Immunotherapy is now considered standard of care for patients who respond to frontline chemotherapy for metastatic urothelial carcinoma. By respond, I define that as stable, complete, or partial response to chemotherapy, which could be either cisplatin and gemcitabine, carboplatin and gemcitabine, or the MVAC regimen [which includes methotrexate, vinblastine sulfate, doxorubicin hydrochloride, and cisplatin]. There’s a significant improvement in survival in those patients who receive maintenance of avelumab [Bavencio] compared with those who receive just best standard of care in that setting.
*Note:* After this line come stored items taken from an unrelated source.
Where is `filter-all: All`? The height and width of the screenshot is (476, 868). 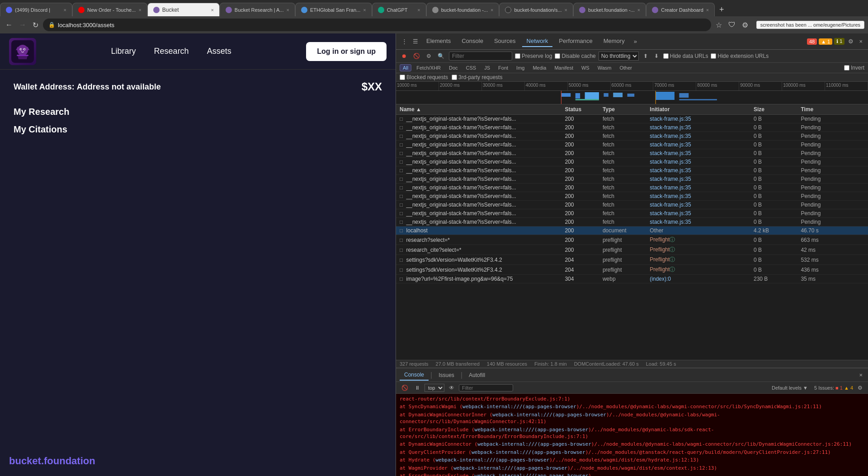
filter-all: All is located at coordinates (406, 68).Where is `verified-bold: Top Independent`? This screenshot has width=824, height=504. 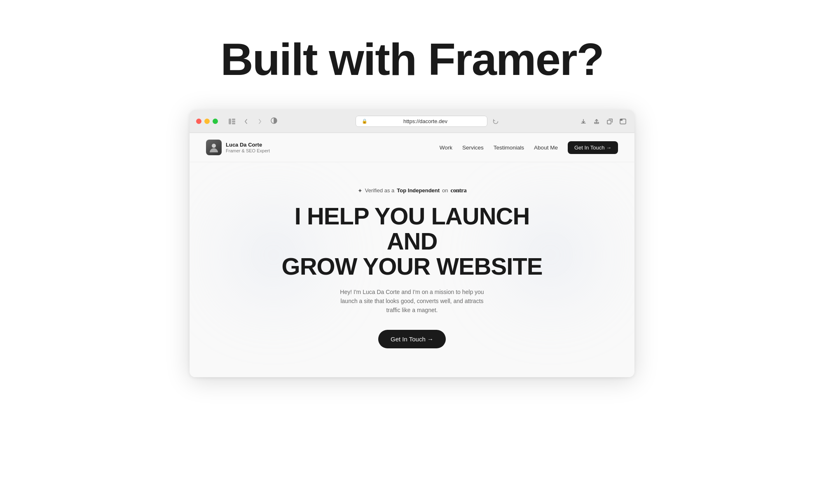 verified-bold: Top Independent is located at coordinates (418, 190).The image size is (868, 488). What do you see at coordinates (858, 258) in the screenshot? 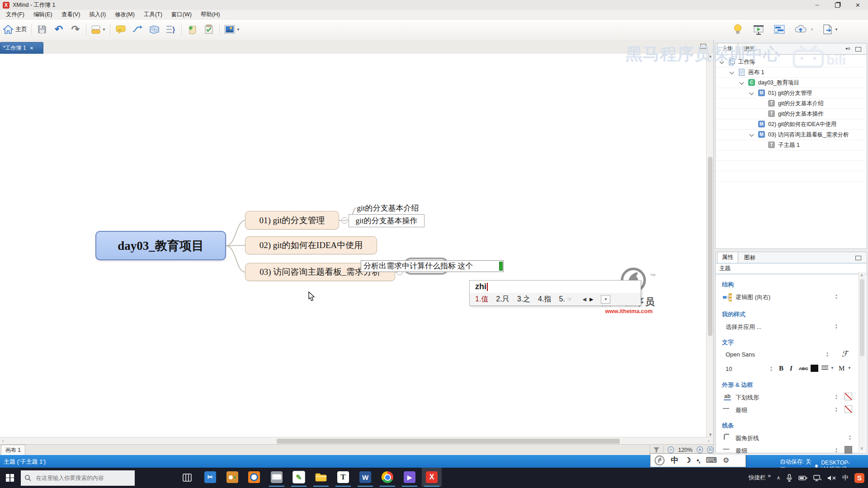
I see `panel-minimize-icon` at bounding box center [858, 258].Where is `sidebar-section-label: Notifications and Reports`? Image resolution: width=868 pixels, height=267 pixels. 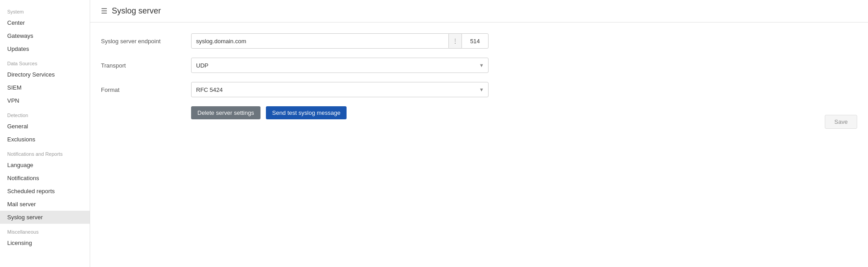
sidebar-section-label: Notifications and Reports is located at coordinates (45, 152).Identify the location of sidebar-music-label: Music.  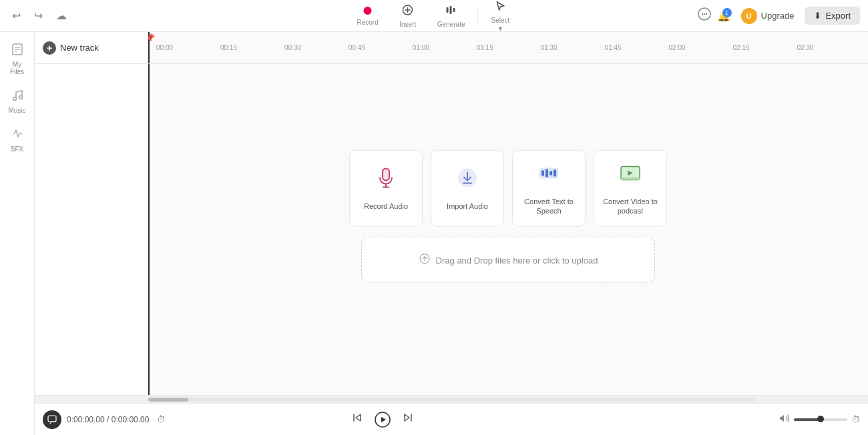
(17, 111).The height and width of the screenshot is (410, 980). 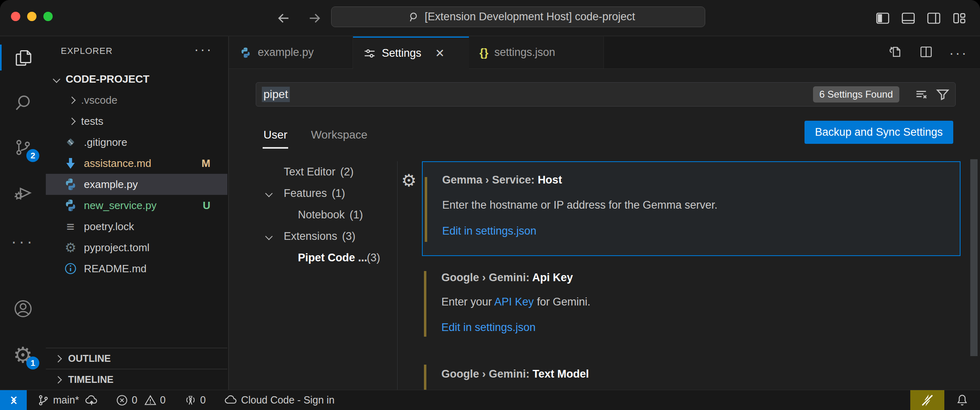 I want to click on tree-item-assistance-md: assistance.md M, so click(x=137, y=163).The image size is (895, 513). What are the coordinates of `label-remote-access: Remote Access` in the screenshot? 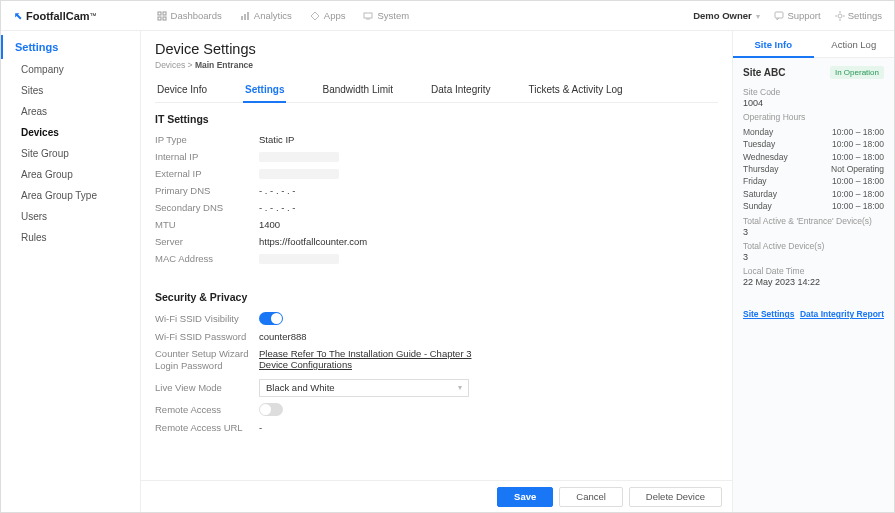 It's located at (207, 410).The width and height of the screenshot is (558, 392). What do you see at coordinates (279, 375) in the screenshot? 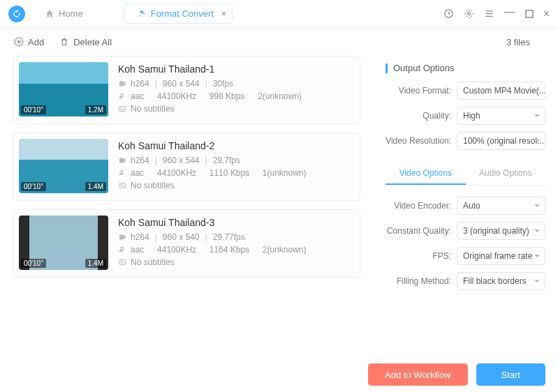
I see `footer: Add to Workflow Start` at bounding box center [279, 375].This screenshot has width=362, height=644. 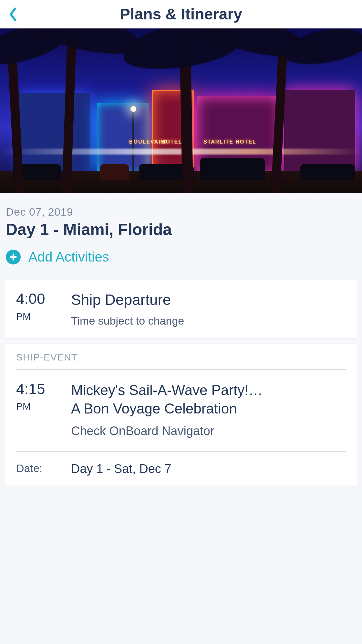 I want to click on event-title: Ship Departure, so click(x=209, y=300).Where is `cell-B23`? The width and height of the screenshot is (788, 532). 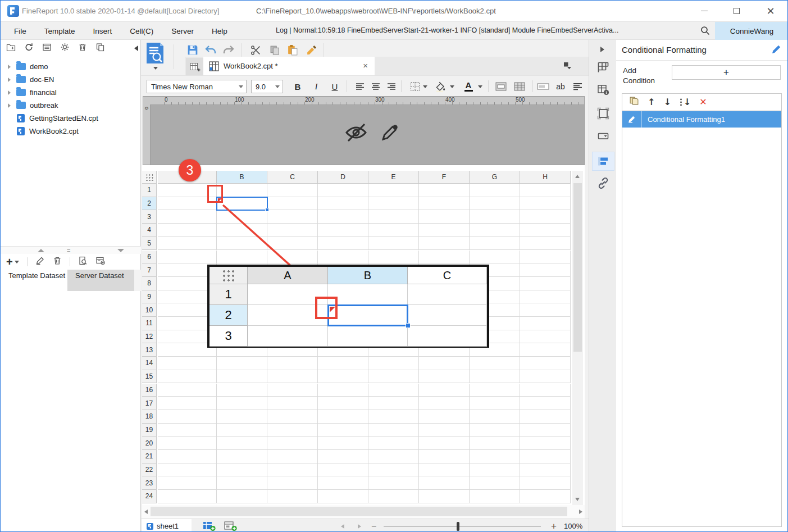
cell-B23 is located at coordinates (242, 483).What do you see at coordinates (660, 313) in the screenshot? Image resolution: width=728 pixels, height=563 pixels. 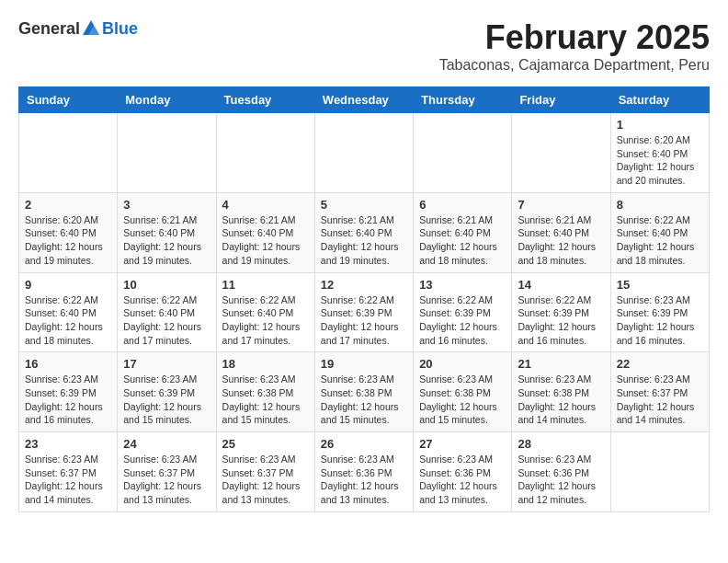 I see `calendar-cell: 15Sunrise: 6:23 AM Sunset: 6:39 PM Dayli…` at bounding box center [660, 313].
We view that as standard treatment for these patients.

Newsletter

Stay up to date on recent advances in the multidisciplinary approach to cancer.

Recent Videos
“If you have a [patient in the] fourth or fifth line, [JNJ-5322] could be a valid drug of choice,” said Rakesh Popat, BSc, MBBS, MRCP, FRCPath, PhD.
Earlier treatment with daratumumab may be better tolerated for patients with pretreated MRD-negative multiple myeloma.
The trispecific antibody JNJ-5322 demonstrated superior efficacy vs approved agents in multiple myeloma in results shared at the 2025 EHA Congress.
Despite CD19 CAR T-cell therapy exhibiting efficacy in patients with relapsed/refractory large B-cell lymphoma, less than half achieve long-term remission.
Current findings from the phase 1/2 CaDAnCe-101 trial show no predictive factors of improved responses with BGB-16673 in patients with CLL or SLL.
Considering which non–muscle-invasive bladder cancer cases may be cured by surgery alone may help mitigate overtreatment in this patient group.
Event-free survival benefit was observed among BCG-naïve patients with carcinoma in situ undergoing treatment with sasanlimab plus BCG.